Suzanne
Rating:



Review
A Widow for One Year is divided into three very distinct parts, and my reactions to the parts are very distinct, too. The first section, which is the longest, is quintessential John Irving, full of infidelity and dysfunctional family life. Ted and Marion Cole have affairs and the failure of their marriage is witnessed by their four year-old daughter, Ruth. It’s well written, but after reading several of Irving’s books I’m a little weary of the same old subject matter. The second part cuts abruptly to Ruth’s adult life as a professional writer, and focuses on most of the characters’ emotional inability to move beyond grief or bad choices they made in the past. It does wander into interesting new territory when Ruth ends up in Amsterdam on a book tour, though, and this is when I started to really enjoy the story. Unfortunately I didn’t find Ruth to be a likeable main character – she’s a weird one, as her own best friend Hannah says - which made it hard to love the book as a whole. I did, however, really like the last part, when my favorite character, Harry (the sole non-writer of the bunch), becomes a major player. I’d rate the first half of the book a three and the second half a four.
Best Line:
“There is no intolerance in America that compares to the peculiarly American intolerance for lack of success, Harry thought.”
Kim
Rating:




Review
This is my favorite John Irving book, and even though it’s a long one, at 537 pages, I didn’t want it to end. I found Ruth Cole’s life fascinating. The first part of the book introduces us to Ruth as a four-year-old, living in a large house with her parents, her father’s writing assistant, Eddie O’Hare, and the memories of her two dead brothers. The second part concerns Ruth at age 36, a successful writer yet keeper of a tumultuous personal life. The third part of this book shows us Ruth as a 41-year-old widow and mother, who is about to fall in love for the first time in her life. Along with her mother, Marion, and father, Ted, both of whom I grew fond of, I loved every other character in this book, especially Ruth’s best friend, Hannah Grant, Rooie, the doomed prostitute in Amsterdam, and Harry Hoekstra, the cop with more than official business on his mind. Though a little graphic, I smiled big while reading what Ruth did to the strawberry-blond lawyer, Scott Saunders, with the squash racquet too. Served him right. Get it? You will when you read this book. Even though the ending was a little tidier than I usually like, I tell everyone I know to read this book.
Best Line:
“It had been Hannah to whom Ruth had made her vulgar remark about her father’s attractiveness to women – in which Ruth had said: “You could hear the women’s panties sliding to the floor.”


• YOUR TASK: Within the listing below, filter for "variable" and copy every matching line.
######
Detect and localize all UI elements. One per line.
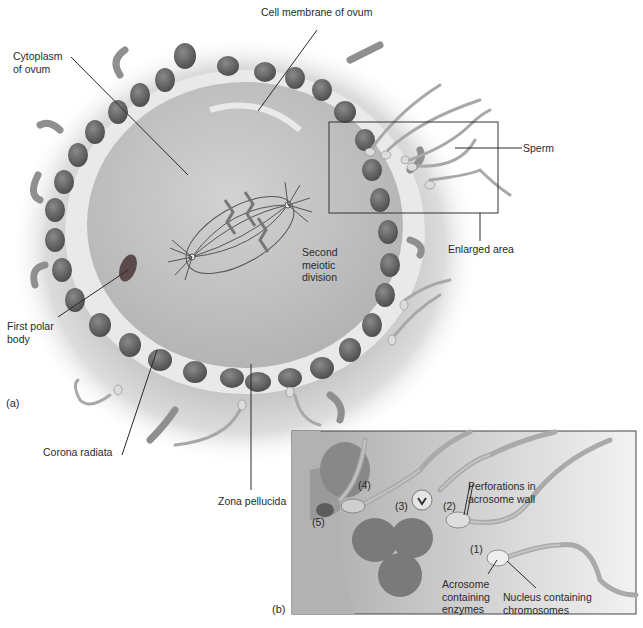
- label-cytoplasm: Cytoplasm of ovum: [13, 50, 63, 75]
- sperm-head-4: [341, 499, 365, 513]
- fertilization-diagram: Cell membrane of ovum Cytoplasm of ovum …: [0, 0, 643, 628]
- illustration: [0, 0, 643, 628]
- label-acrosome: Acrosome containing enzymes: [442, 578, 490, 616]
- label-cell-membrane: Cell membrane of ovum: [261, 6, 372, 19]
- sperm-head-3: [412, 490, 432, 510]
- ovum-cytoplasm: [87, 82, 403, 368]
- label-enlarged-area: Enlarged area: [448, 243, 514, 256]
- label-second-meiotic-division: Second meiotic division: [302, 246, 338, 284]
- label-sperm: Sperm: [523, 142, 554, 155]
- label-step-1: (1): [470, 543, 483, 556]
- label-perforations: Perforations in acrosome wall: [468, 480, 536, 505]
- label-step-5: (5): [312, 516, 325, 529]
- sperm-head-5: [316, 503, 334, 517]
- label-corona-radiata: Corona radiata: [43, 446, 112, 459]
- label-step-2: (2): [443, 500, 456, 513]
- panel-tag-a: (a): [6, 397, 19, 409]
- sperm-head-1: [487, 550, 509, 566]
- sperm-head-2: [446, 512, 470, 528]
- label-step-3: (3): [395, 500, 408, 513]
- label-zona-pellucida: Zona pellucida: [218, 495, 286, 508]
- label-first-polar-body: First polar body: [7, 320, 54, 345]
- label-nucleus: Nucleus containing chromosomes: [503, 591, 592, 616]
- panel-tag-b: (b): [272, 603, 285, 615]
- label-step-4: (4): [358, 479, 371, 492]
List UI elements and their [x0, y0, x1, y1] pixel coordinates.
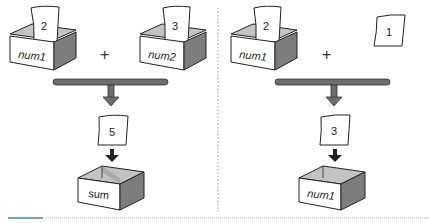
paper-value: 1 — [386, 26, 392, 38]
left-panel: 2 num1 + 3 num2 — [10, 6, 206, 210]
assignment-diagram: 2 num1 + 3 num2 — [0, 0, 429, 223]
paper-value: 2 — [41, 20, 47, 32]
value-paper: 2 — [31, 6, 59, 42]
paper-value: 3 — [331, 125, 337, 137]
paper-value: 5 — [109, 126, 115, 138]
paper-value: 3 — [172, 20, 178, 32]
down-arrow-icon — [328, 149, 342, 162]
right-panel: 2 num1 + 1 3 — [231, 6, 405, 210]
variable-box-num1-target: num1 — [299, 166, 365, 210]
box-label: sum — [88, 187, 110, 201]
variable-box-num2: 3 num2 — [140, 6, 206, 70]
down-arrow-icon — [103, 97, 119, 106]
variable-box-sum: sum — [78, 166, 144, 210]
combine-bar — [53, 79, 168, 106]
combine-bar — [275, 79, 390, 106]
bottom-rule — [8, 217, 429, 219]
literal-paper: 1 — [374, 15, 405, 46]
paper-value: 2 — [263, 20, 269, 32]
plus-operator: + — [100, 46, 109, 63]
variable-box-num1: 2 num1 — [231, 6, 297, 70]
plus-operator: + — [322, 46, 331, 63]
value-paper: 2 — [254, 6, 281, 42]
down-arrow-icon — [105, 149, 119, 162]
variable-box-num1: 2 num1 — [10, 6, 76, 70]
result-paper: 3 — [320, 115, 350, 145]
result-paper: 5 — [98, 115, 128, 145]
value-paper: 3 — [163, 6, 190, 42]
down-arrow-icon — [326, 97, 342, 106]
######
• RESULT OF THIS TASK:
variable-box-num1-target: num1 — [299, 166, 365, 210]
variable-box-num2: 3 num2 — [140, 6, 206, 70]
variable-box-sum: sum — [78, 166, 144, 210]
variable-box-num1: 2 num1 — [231, 6, 297, 70]
variable-box-num1: 2 num1 — [10, 6, 76, 70]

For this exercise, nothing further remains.